The course will include an overview of the biomedical aspects of aging and dying, the social and psychological impact of these components of life, as well as the clinical outcomes of aging and dying in an aging society. In addition, film (and possibly literature and poetry) will serve as the lens through which we can see the impact of aging and dying on the arts.
Requirements include weekly response papers about the readings, a midterm and a final research paper.
*New Course*
How do we protect important species, ecosystems and cultural sites when local populations, often desperately poor, compete for the same resources? Is our own role as tourists helpful or destructive? What is “ecotourism” and has it been successful in its goal of achieving multiple objectives? This course integrates several disciplines to study tourism motivation and tourism policy, design and management of protected areas, “gateway communities,” resource governance, sustainable agriculture and forestry, community development, and cultural production and handicrafts. It considers tourism both as a possible source of negative impacts on protected areas and as a potential source of local economic development.
The course will introduce learners to three important bodies of theory--management of natural resources, tourism, and local economic development. It will include literature representative of each field and case studies from both developed and developing countries, covering locations from the tropics to the polar regions. It will also bring in ideas from history, anthropology and literature.

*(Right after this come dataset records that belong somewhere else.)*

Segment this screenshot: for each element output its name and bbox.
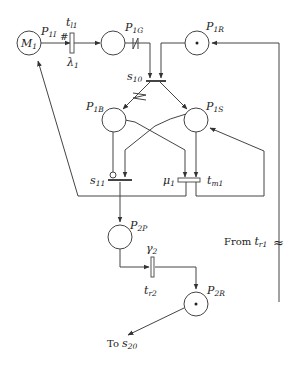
place-m1: M1 (17, 31, 41, 55)
arc-s10-to-p1s (160, 82, 187, 109)
place-p1r (185, 31, 209, 55)
transition-s11 (108, 179, 132, 181)
label-p1b: P1B (85, 100, 104, 114)
label-tm1: tm1 (207, 174, 223, 188)
arc-from-tr1-to-p1r (212, 43, 279, 302)
label-p1s: P1S (205, 100, 223, 114)
arc-p1r-to-s10 (161, 43, 185, 78)
place-p1g (101, 31, 125, 55)
place-p2p (108, 225, 132, 249)
transition-s10 (146, 80, 166, 82)
arc-p1b-to-tm1 (125, 120, 185, 177)
label-p1r: P1R (205, 20, 224, 34)
petri-net-diagram: M1 P1I tl1 # λ1 P1G P1R s10 P1B P1S s11 … (0, 0, 299, 367)
label-from-tr1: From tr1 (224, 235, 267, 249)
label-tr2: tr2 (144, 284, 157, 298)
label-p1g: P1G (124, 21, 143, 35)
label-mu1: μ1 (163, 174, 175, 188)
transition-tl1 (70, 33, 74, 53)
token-icon (195, 303, 198, 306)
token-icon (196, 42, 199, 45)
transition-tr2 (151, 257, 154, 277)
label-p2p: P2P (129, 219, 148, 233)
label-hash: # (60, 31, 68, 42)
place-p2r (184, 292, 208, 316)
arc-p2r-to-s20 (128, 308, 184, 335)
label-s11: s11 (90, 174, 105, 188)
inhibitor-circle-icon (110, 172, 116, 178)
label-to-s20: To s20 (107, 337, 138, 351)
label-gamma2: γ2 (146, 242, 158, 256)
label-p1i: P1I (40, 25, 57, 39)
transition-tm1 (178, 178, 200, 182)
place-p1s (184, 108, 208, 132)
label-s10: s10 (127, 70, 142, 84)
break-symbol-icon: ≈ (273, 235, 284, 250)
label-tl1: tl1 (66, 16, 78, 30)
label-p2r: P2R (206, 284, 225, 298)
label-lambda1: λ1 (66, 56, 79, 70)
place-p1b (102, 108, 126, 132)
arc-p2p-to-tr2 (120, 249, 149, 267)
arc-tr2-to-p2r (155, 267, 196, 289)
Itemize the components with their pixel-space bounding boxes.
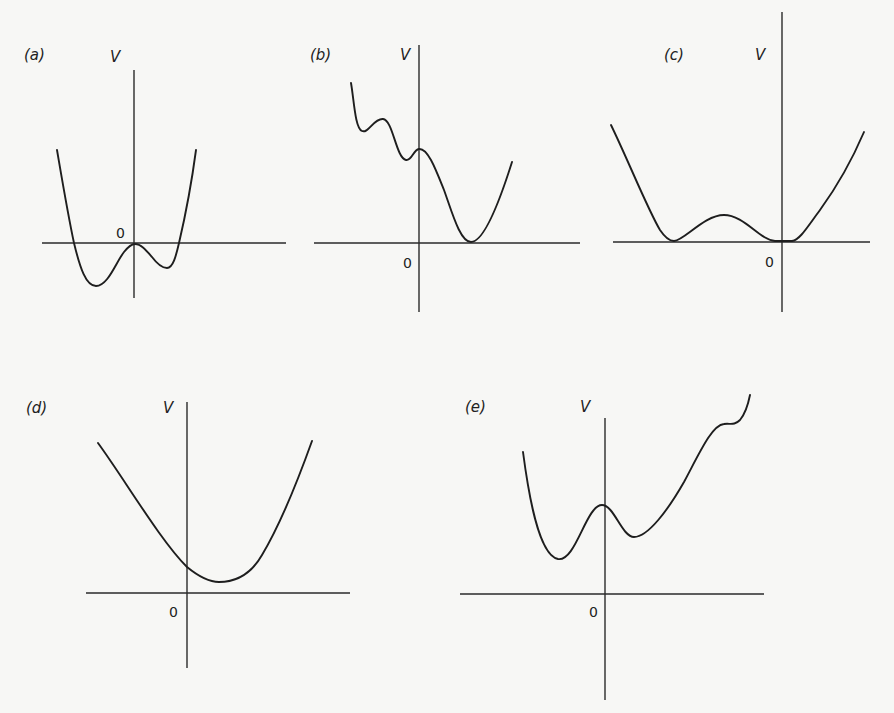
panel-e: (e) V 0 bbox=[460, 395, 764, 700]
panel-b-y-axis-label: V bbox=[400, 46, 412, 64]
panel-d-curve bbox=[98, 441, 312, 582]
panel-c-curve bbox=[611, 125, 864, 241]
panel-c-y-axis-label: V bbox=[755, 46, 767, 64]
panel-a-curve bbox=[57, 150, 196, 286]
panel-d-origin-label: 0 bbox=[169, 604, 178, 620]
panel-c-label: (c) bbox=[664, 46, 684, 64]
panel-a-origin-label: 0 bbox=[116, 225, 125, 241]
panel-a-y-axis-label: V bbox=[110, 48, 122, 66]
panel-a: (a) V 0 bbox=[24, 46, 286, 298]
panel-e-origin-label: 0 bbox=[589, 604, 598, 620]
panel-b-label: (b) bbox=[310, 46, 331, 64]
panel-e-y-axis-label: V bbox=[580, 398, 592, 416]
panel-c: (c) V 0 bbox=[611, 12, 870, 312]
panel-b-origin-label: 0 bbox=[403, 255, 412, 271]
panel-a-label: (a) bbox=[24, 46, 45, 64]
panel-c-origin-label: 0 bbox=[765, 254, 774, 270]
figure-svg: (a) V 0 (b) V 0 (c) V 0 (d) V bbox=[0, 0, 894, 713]
panel-d: (d) V 0 bbox=[26, 399, 350, 668]
panel-b: (b) V 0 bbox=[310, 45, 580, 312]
figure-canvas: (a) V 0 (b) V 0 (c) V 0 (d) V bbox=[0, 0, 894, 713]
panel-e-label: (e) bbox=[465, 398, 486, 416]
panel-e-curve bbox=[523, 395, 750, 559]
panel-b-curve bbox=[351, 83, 512, 242]
panel-d-y-axis-label: V bbox=[163, 399, 175, 417]
panel-d-label: (d) bbox=[26, 399, 47, 417]
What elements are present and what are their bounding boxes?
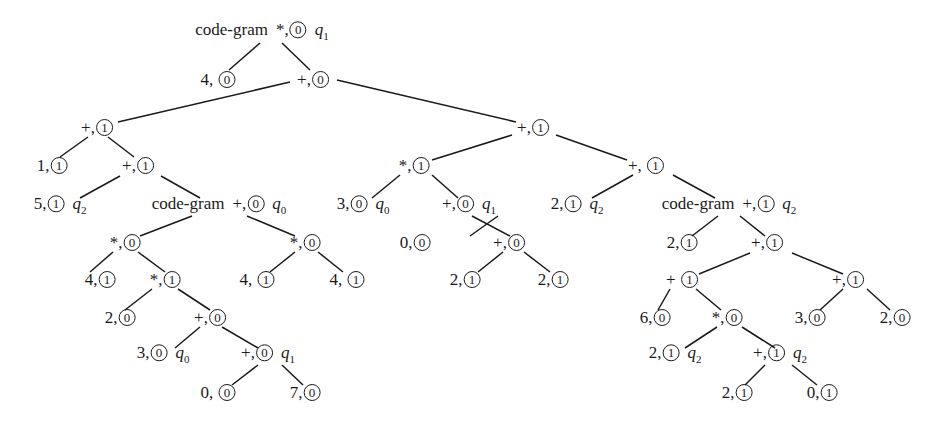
tree-node: 2,1 — [667, 233, 698, 253]
code-gram-label: code-gram — [195, 20, 268, 39]
node-label: +, — [832, 270, 846, 289]
circled-bit: 0 — [350, 195, 367, 212]
tree-node: code-gram*,0q1 — [195, 20, 328, 45]
circled-bit: 0 — [457, 195, 474, 212]
tree-edge — [337, 80, 516, 122]
circled-bit: 0 — [653, 309, 670, 326]
circled-bit: 1 — [50, 157, 67, 174]
state-label: q1 — [281, 343, 295, 362]
node-label: +, — [628, 156, 646, 175]
circled-bit: 1 — [463, 271, 480, 288]
circled-bit: 1 — [532, 119, 549, 136]
node-label: *, — [150, 270, 163, 289]
node-label: 0, — [807, 383, 820, 402]
state-label: q0 — [375, 194, 389, 213]
tree-node: 5,1q2 — [34, 194, 87, 219]
circled-bit: 1 — [96, 119, 113, 136]
circled-bit: 0 — [123, 234, 140, 251]
node-label: +, — [442, 194, 456, 213]
node-label: *, — [110, 233, 123, 252]
state-subscript: 2 — [801, 353, 807, 365]
node-label: 5, — [34, 194, 47, 213]
circled-bit: 0 — [290, 21, 307, 38]
state-label: q2 — [687, 343, 701, 362]
circled-bit: 0 — [508, 234, 525, 251]
tree-node: 4, 1 — [330, 270, 365, 290]
tree-edge — [282, 43, 310, 70]
tree-edge — [178, 289, 210, 310]
node-label: +, — [517, 118, 531, 137]
tree-node: +,1 — [122, 156, 154, 176]
circled-bit: 1 — [680, 234, 697, 251]
tree-node: +,0 — [493, 233, 525, 253]
tree-node: *,0 — [110, 233, 141, 253]
state-subscript: 1 — [490, 204, 496, 216]
node-label: *, — [399, 156, 412, 175]
tree-node: 1,1 — [37, 156, 68, 176]
state-subscript: 1 — [323, 30, 329, 42]
tree-edge — [125, 289, 152, 310]
tree-node: 0,1 — [807, 383, 838, 403]
node-label: +, — [751, 233, 765, 252]
tree-edge — [90, 252, 113, 272]
circled-bit: 1 — [551, 271, 568, 288]
node-label: +, — [297, 70, 311, 89]
tree-edge — [138, 252, 165, 272]
tree-node: 3,0q0 — [137, 343, 190, 368]
circled-bit: 0 — [413, 234, 430, 251]
node-label: 2, — [722, 383, 735, 402]
tree-node: +,1 — [517, 118, 549, 138]
circled-bit: 0 — [303, 384, 320, 401]
tree-node: 7,0 — [290, 383, 321, 403]
node-label: 2, — [667, 233, 680, 252]
node-label: 4, — [330, 270, 347, 289]
node-label: +, — [742, 194, 756, 213]
state-label: q2 — [782, 194, 796, 213]
circled-bit: 0 — [118, 309, 135, 326]
node-label: 3, — [137, 343, 150, 362]
circled-bit: 1 — [47, 195, 64, 212]
node-label: 0, — [400, 233, 413, 252]
circled-bit: 1 — [847, 271, 864, 288]
tree-node: 2,1 — [450, 270, 481, 290]
tree-edge — [820, 289, 843, 310]
node-label: +, — [122, 156, 136, 175]
tree-node: 3,0q0 — [337, 194, 390, 219]
circled-bit: 0 — [209, 309, 226, 326]
tree-node: *,0 — [290, 233, 321, 253]
circled-bit: 0 — [303, 234, 320, 251]
state-subscript: 2 — [81, 204, 87, 216]
tree-node: + 1 — [666, 270, 698, 290]
state-subscript: 1 — [289, 353, 295, 365]
circled-bit: 1 — [820, 384, 837, 401]
tree-node: 2,1q2 — [551, 194, 604, 219]
tree-node: +,0q1 — [241, 343, 295, 368]
node-label: 2, — [649, 343, 662, 362]
circled-bit: 1 — [348, 271, 365, 288]
tree-edge — [60, 137, 88, 157]
tree-edge — [658, 289, 670, 310]
node-label: 2, — [880, 308, 893, 327]
node-label: 2, — [105, 308, 118, 327]
tree-node: 2,1 — [722, 383, 753, 403]
circled-bit: 0 — [150, 344, 167, 361]
tree-node: +,0q1 — [442, 194, 496, 219]
node-label: +, — [753, 343, 767, 362]
tree-edge — [108, 137, 134, 157]
circled-bit: 1 — [681, 271, 698, 288]
node-label: 6, — [640, 308, 653, 327]
circled-bit: 1 — [163, 271, 180, 288]
tree-node: +,0 — [194, 308, 226, 328]
state-subscript: 2 — [791, 204, 797, 216]
tree-edge — [699, 253, 750, 274]
tree-edge — [229, 43, 260, 70]
node-label: *, — [276, 20, 289, 39]
tree-edge — [478, 252, 503, 272]
state-subscript: 0 — [384, 204, 390, 216]
tree-node: +, 1 — [628, 156, 664, 176]
state-subscript: 2 — [598, 204, 604, 216]
node-label: +, — [241, 343, 255, 362]
tree-node: 4,1 — [85, 270, 116, 290]
code-gram-label: code-gram — [152, 194, 225, 213]
tree-node: *,0 — [712, 308, 743, 328]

The course will be taught as a seminar. Participants will be required to read one or two books and about two dozen articles. Course requirements:a two-page reading reaction, due each class session; class participation; Sakai discussion board; a 10-12-page research paper on a topic of their choosing; and class presentation of a paper proposal. The instructor has many potential topics to suggest.
The current international climate and, in particular, that of the U.S., has generated a tendency to focus on conflicts and differences between Americans and the peoples of the Middle East. Yet the historical relationships of Americans with the area encompass a complexity of fantasies and realities, interests and commitments, influences and fear, wishes and disappointments. This course will explore particular instances of this encounter focusing primarily on the ways in which both the U.S. government and the American public have understood the region, the effect that U.S. actions or inactions have had on the area and the ways in which both can be analyzed from a variety of perspectives. Materials used in the course will draw from both U.S. views of the Middle East and from evidence of the ways in which Americans have been represented and understood in the area. The focus of the course will be on studying and analyzing specific instances of U.S. political intervention, economic interest, and military action from World War I to the present. Among the subjects that will be included will be the significance of oil, the historical relationship with Iran, the Arab-Israeli conflict and the emergence of Islamic political movements.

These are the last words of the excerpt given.